▶ _WORK TO BE COMPLETED_: What follows is a listing to be transcribed exactly.

────────────────

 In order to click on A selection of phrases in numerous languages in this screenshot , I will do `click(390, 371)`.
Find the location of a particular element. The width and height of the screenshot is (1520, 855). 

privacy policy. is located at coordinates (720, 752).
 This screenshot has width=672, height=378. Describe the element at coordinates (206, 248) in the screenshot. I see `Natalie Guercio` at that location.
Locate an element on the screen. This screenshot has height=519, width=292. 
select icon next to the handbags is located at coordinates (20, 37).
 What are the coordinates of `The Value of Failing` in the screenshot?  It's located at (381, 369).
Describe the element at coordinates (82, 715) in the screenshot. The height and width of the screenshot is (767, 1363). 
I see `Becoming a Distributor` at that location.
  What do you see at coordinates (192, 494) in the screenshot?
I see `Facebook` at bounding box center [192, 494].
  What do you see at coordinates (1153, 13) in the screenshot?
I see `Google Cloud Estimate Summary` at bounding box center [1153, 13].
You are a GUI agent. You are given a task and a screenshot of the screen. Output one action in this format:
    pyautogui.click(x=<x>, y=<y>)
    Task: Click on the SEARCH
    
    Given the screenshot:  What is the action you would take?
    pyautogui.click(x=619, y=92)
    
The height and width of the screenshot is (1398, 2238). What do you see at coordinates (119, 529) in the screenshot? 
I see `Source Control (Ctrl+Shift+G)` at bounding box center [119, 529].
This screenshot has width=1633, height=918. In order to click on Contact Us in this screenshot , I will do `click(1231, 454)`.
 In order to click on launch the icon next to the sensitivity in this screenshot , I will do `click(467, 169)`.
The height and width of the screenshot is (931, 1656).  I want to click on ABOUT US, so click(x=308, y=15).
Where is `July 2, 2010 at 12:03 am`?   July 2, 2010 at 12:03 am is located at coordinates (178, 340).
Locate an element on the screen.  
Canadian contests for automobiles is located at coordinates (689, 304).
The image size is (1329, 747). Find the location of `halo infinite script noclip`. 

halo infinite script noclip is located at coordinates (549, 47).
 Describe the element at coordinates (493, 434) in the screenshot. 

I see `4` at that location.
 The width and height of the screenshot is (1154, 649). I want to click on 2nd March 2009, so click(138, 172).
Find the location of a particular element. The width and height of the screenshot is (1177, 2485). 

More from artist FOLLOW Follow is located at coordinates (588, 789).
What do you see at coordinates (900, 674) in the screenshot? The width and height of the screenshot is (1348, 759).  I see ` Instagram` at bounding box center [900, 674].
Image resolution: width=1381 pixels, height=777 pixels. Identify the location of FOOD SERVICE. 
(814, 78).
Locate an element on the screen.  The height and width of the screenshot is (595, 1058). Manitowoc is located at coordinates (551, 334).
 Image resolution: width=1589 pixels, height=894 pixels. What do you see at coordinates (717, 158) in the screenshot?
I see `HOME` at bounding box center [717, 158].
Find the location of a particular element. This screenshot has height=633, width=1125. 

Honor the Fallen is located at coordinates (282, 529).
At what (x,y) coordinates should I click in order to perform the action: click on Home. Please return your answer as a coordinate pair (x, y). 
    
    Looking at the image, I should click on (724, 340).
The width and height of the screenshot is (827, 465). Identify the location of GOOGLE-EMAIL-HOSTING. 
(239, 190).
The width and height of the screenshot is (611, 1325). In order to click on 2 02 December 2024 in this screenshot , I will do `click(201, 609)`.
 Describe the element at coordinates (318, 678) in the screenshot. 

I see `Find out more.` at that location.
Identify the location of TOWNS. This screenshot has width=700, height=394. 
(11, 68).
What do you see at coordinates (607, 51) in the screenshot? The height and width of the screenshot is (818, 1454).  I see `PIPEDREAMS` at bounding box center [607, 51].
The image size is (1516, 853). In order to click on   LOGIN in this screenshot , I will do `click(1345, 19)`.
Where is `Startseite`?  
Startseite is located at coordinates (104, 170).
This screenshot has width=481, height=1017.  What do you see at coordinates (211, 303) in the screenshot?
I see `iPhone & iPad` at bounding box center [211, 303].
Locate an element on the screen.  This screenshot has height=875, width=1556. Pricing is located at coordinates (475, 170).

────────────────

▶ _WORKED SOLUTION_:
 In order to click on A selection of phrases in numerous languages in this screenshot , I will do `click(390, 371)`.
Find the location of a particular element. The width and height of the screenshot is (1520, 855). 

privacy policy. is located at coordinates (720, 752).
 This screenshot has width=672, height=378. Describe the element at coordinates (206, 248) in the screenshot. I see `Natalie Guercio` at that location.
Locate an element on the screen. This screenshot has height=519, width=292. 
select icon next to the handbags is located at coordinates (20, 37).
 What are the coordinates of `The Value of Failing` in the screenshot?  It's located at (381, 369).
Describe the element at coordinates (82, 715) in the screenshot. The height and width of the screenshot is (767, 1363). 
I see `Becoming a Distributor` at that location.
  What do you see at coordinates (192, 494) in the screenshot?
I see `Facebook` at bounding box center [192, 494].
  What do you see at coordinates (1153, 13) in the screenshot?
I see `Google Cloud Estimate Summary` at bounding box center [1153, 13].
You are a GUI agent. You are given a task and a screenshot of the screen. Output one action in this format:
    pyautogui.click(x=<x>, y=<y>)
    Task: Click on the SEARCH
    
    Given the screenshot:  What is the action you would take?
    pyautogui.click(x=619, y=92)
    
The height and width of the screenshot is (1398, 2238). What do you see at coordinates (119, 529) in the screenshot? 
I see `Source Control (Ctrl+Shift+G)` at bounding box center [119, 529].
This screenshot has width=1633, height=918. In order to click on Contact Us in this screenshot , I will do `click(1231, 454)`.
 In order to click on launch the icon next to the sensitivity in this screenshot , I will do `click(467, 169)`.
The height and width of the screenshot is (931, 1656).  I want to click on ABOUT US, so click(x=308, y=15).
Where is `July 2, 2010 at 12:03 am`?   July 2, 2010 at 12:03 am is located at coordinates (178, 340).
Locate an element on the screen.  
Canadian contests for automobiles is located at coordinates (689, 304).
The image size is (1329, 747). Find the location of `halo infinite script noclip`. 

halo infinite script noclip is located at coordinates (549, 47).
 Describe the element at coordinates (493, 434) in the screenshot. 

I see `4` at that location.
 The width and height of the screenshot is (1154, 649). I want to click on 2nd March 2009, so click(138, 172).
Find the location of a particular element. The width and height of the screenshot is (1177, 2485). 

More from artist FOLLOW Follow is located at coordinates (588, 789).
What do you see at coordinates (900, 674) in the screenshot? The width and height of the screenshot is (1348, 759).  I see ` Instagram` at bounding box center [900, 674].
Image resolution: width=1381 pixels, height=777 pixels. Identify the location of FOOD SERVICE. 
(814, 78).
Locate an element on the screen.  The height and width of the screenshot is (595, 1058). Manitowoc is located at coordinates (551, 334).
 Image resolution: width=1589 pixels, height=894 pixels. What do you see at coordinates (717, 158) in the screenshot?
I see `HOME` at bounding box center [717, 158].
Find the location of a particular element. This screenshot has height=633, width=1125. 

Honor the Fallen is located at coordinates (282, 529).
At what (x,y) coordinates should I click in order to perform the action: click on Home. Please return your answer as a coordinate pair (x, y). 
    
    Looking at the image, I should click on (724, 340).
The width and height of the screenshot is (827, 465). Identify the location of GOOGLE-EMAIL-HOSTING. 
(239, 190).
The width and height of the screenshot is (611, 1325). In order to click on 2 02 December 2024 in this screenshot , I will do `click(201, 609)`.
 Describe the element at coordinates (318, 678) in the screenshot. 

I see `Find out more.` at that location.
Identify the location of TOWNS. This screenshot has width=700, height=394. 
(11, 68).
What do you see at coordinates (607, 51) in the screenshot? The height and width of the screenshot is (818, 1454).  I see `PIPEDREAMS` at bounding box center [607, 51].
The image size is (1516, 853). In order to click on   LOGIN in this screenshot , I will do `click(1345, 19)`.
Where is `Startseite`?  
Startseite is located at coordinates (104, 170).
This screenshot has width=481, height=1017.  What do you see at coordinates (211, 303) in the screenshot?
I see `iPhone & iPad` at bounding box center [211, 303].
Locate an element on the screen.  This screenshot has height=875, width=1556. Pricing is located at coordinates (475, 170).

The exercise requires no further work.